In the northeast, Australopithecus eventually spread widely
to become the "first truly mobile, open country form." But
Kingdon misinterprets these hominids, including A.
afarensis (the species to which "Lucy" belongs),
as clumsy bipeds with gorillalike life histories who retained too
many apelike characteristics too late in time to figure in the
ancestry of humans. (He thinks that all the known australopiths
roaming eastern Africa in the Pliocene became overly specialized and
went extinct in the early Pleistocene.) That role, in his view, is
reserved for the southern species A. africanus, which
Kingdon contends is fundamentally more humanlike than Lucy and other
eastern hominids in its brain size (larger), degree of sexual
dimorphism (smaller), and hand structure (more adept at
manipulation, enhancing the efficiency of terrestrial foraging and
predisposing it to tool manufacture)—none of which will sound
very familiar to most paleoanthropologists or knowledgeable lay
readers. As far as can be told, A. africanus and A.
afarensis are basically similar in these attributes, and
otherwise the evidence supporting a unique link between A.
africanus and Homo is ambiguous at best. In fact the
phylogenetic relationship of A. africanus to late Pliocene
hominids remains one of the outstanding uncertainties in paleoanthropology.

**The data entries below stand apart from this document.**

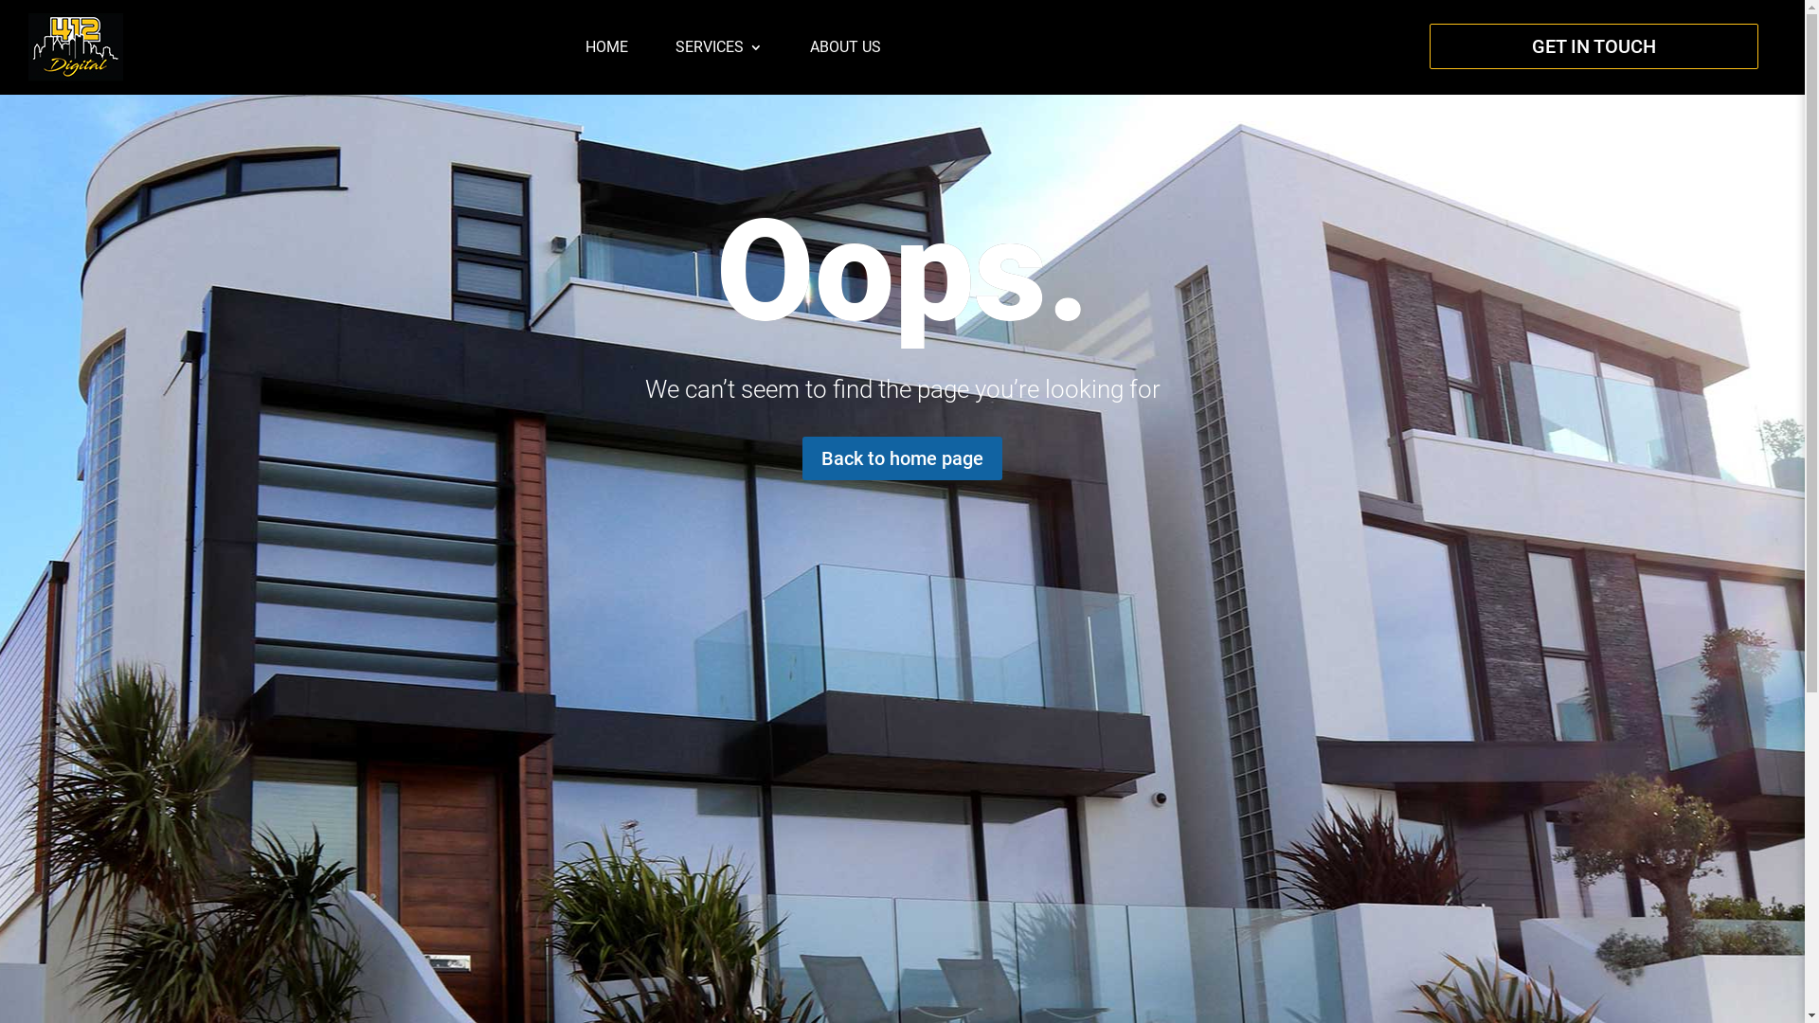 Image resolution: width=1819 pixels, height=1023 pixels. Describe the element at coordinates (1594, 46) in the screenshot. I see `GET IN TOUCH` at that location.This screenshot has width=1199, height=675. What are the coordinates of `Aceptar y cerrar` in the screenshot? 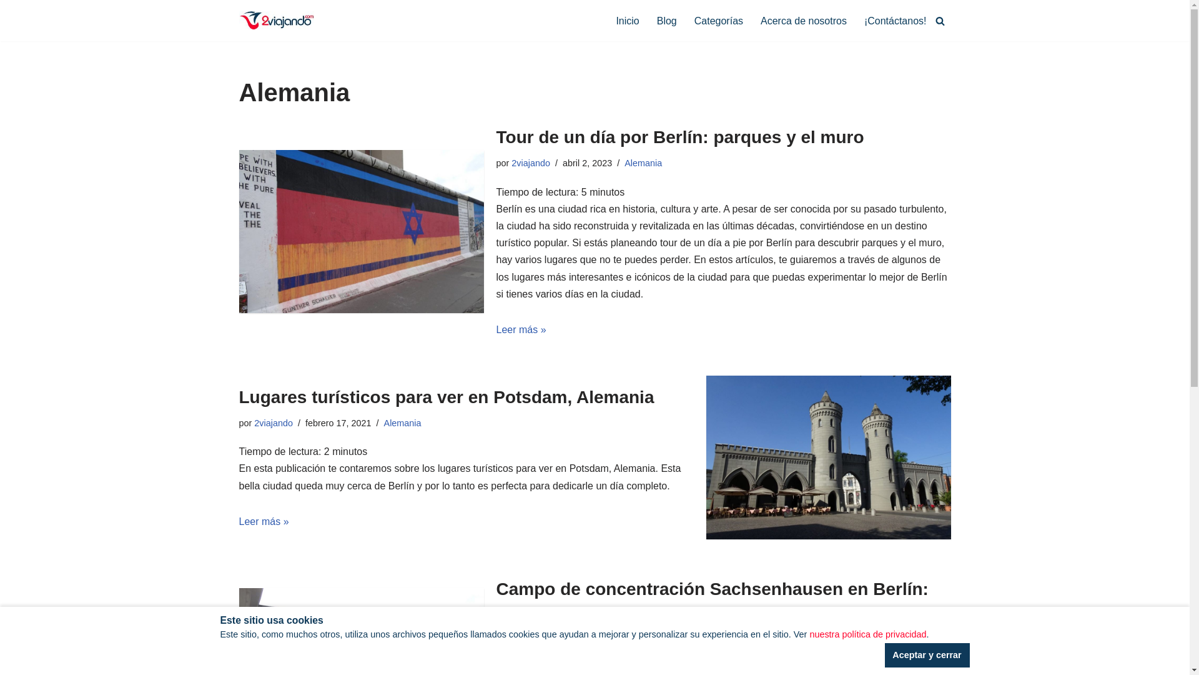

Kingdon is not on intimate terms with these fossils; his ideas about
them rely heavily on other sources, among which he seems unable to
sort the credible from the implausible. For example, he asserts that
some early Homo species were semi-aquatic (a latter-day nod
toward Elaine Morgan's "Aquatic Ape") and that early
Homo erectus (also known as H. ergaster)
originated in the Atlas Mountains of northwestern Africa and then
migrated into eastern Africa—ideas that are well outside the
mainstream of paleoanthropological thinking.

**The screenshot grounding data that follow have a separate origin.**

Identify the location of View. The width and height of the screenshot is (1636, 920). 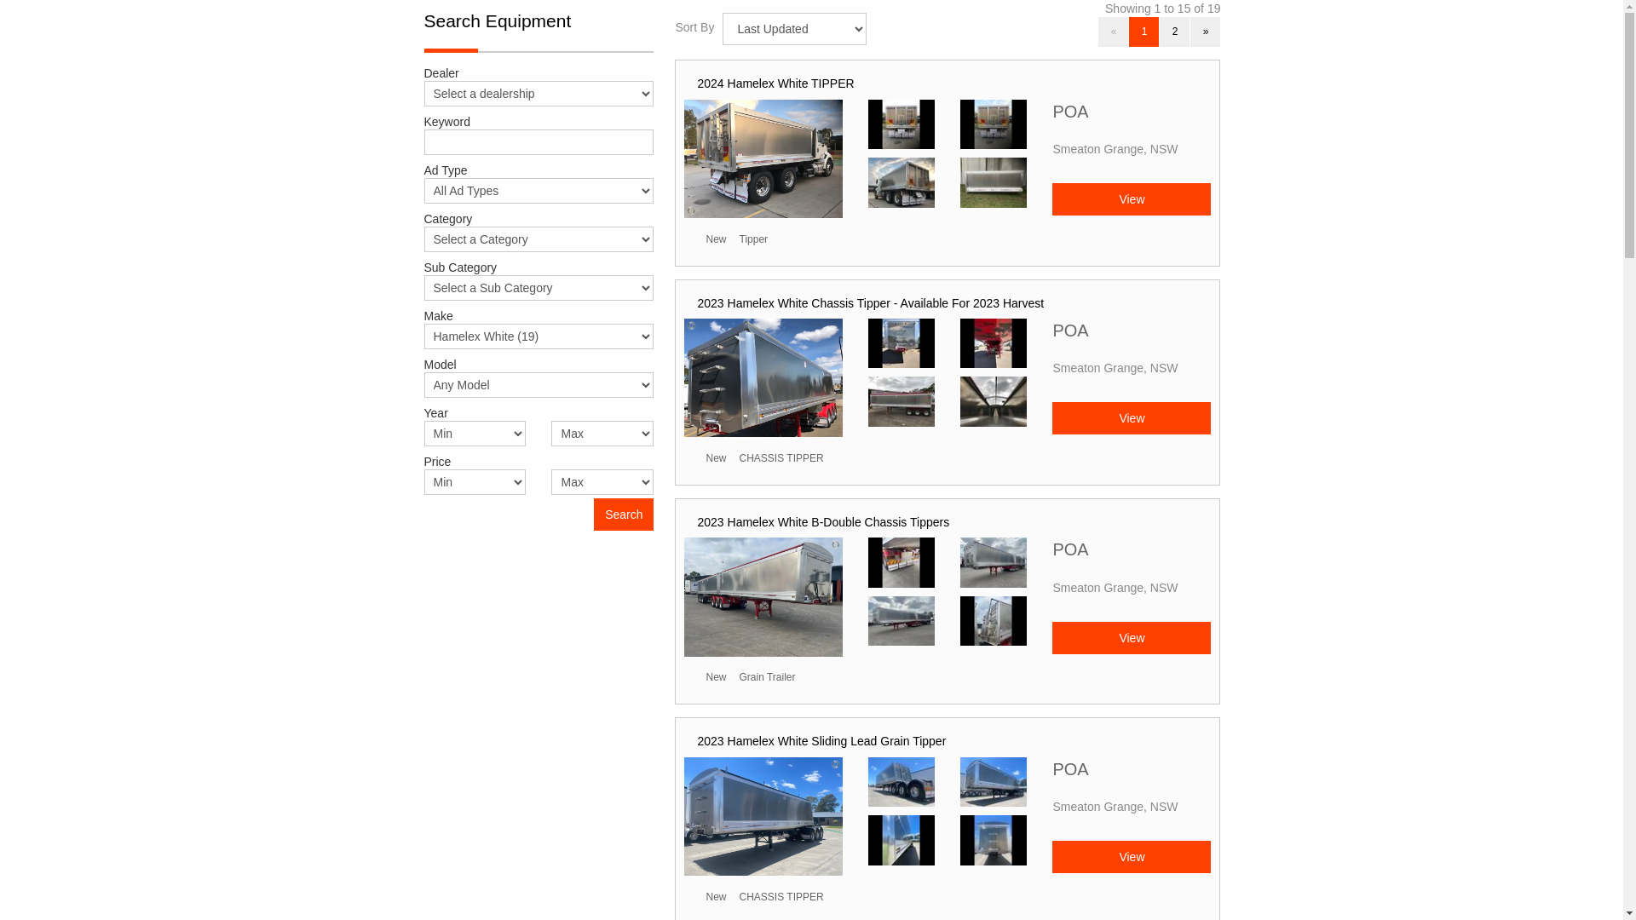
(1131, 638).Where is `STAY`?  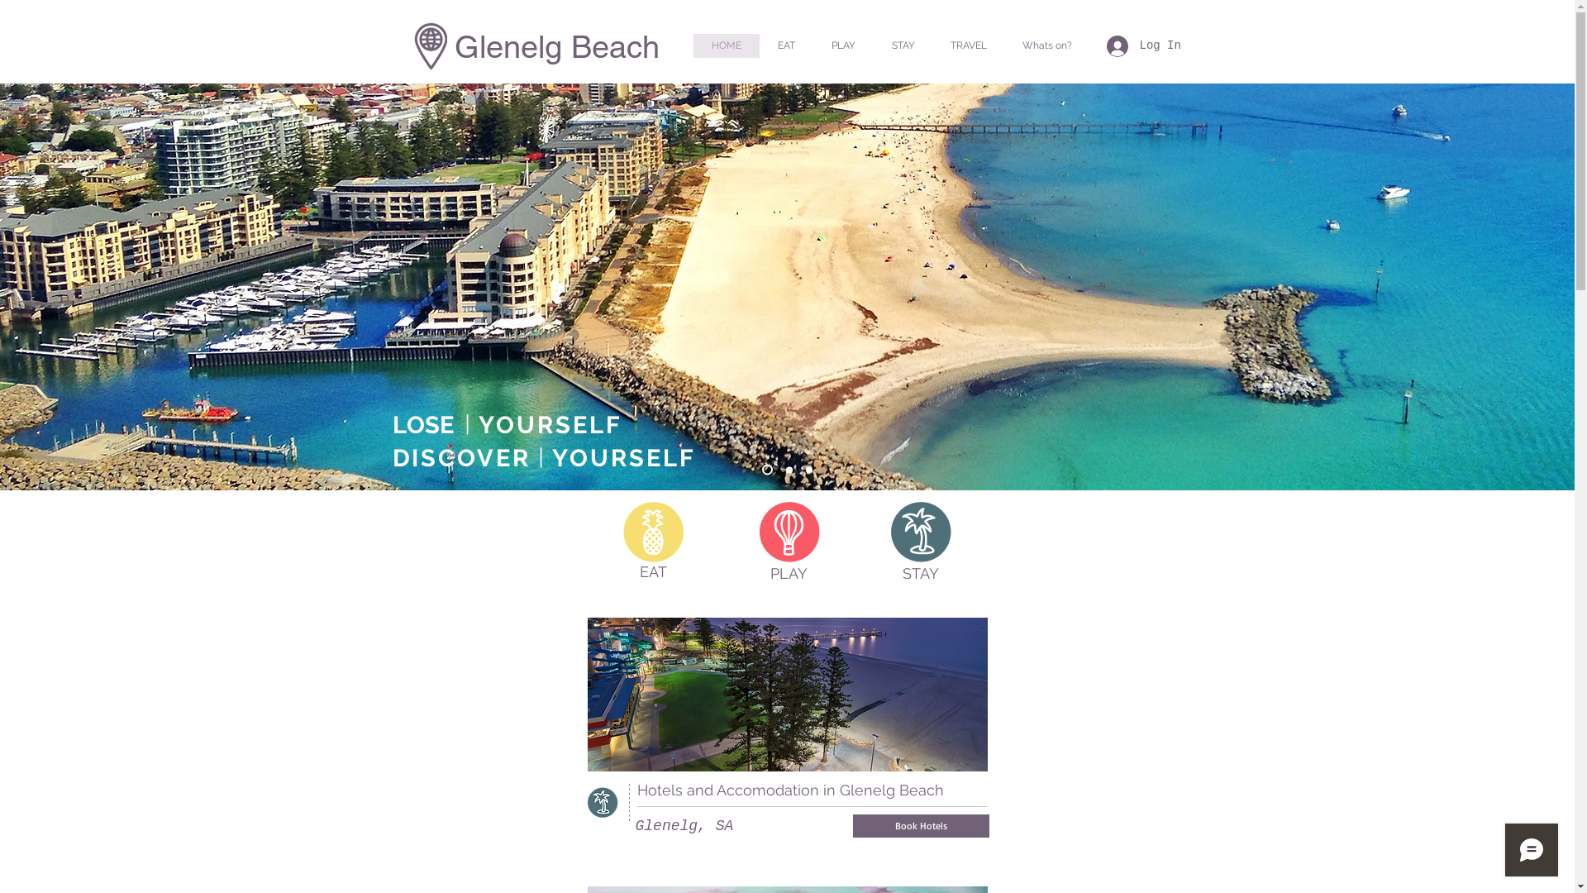 STAY is located at coordinates (921, 574).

Kingdon is at his best in drawing together the strands of ecology,
geology and evolutionary biology in a sweeping view of changing
ancient African landscapes. This is the best popular account of that
subject I have read. Unfortunately, Kingdon populates the terrain
with stand-ins for the real hominids, whose histories await a more
discerning and persuasive rendering than that on offer here. Despite
this central weakness, Lowly Origin deserves to be read and
admired for its brilliant evocation of the African backdrop to our evolution.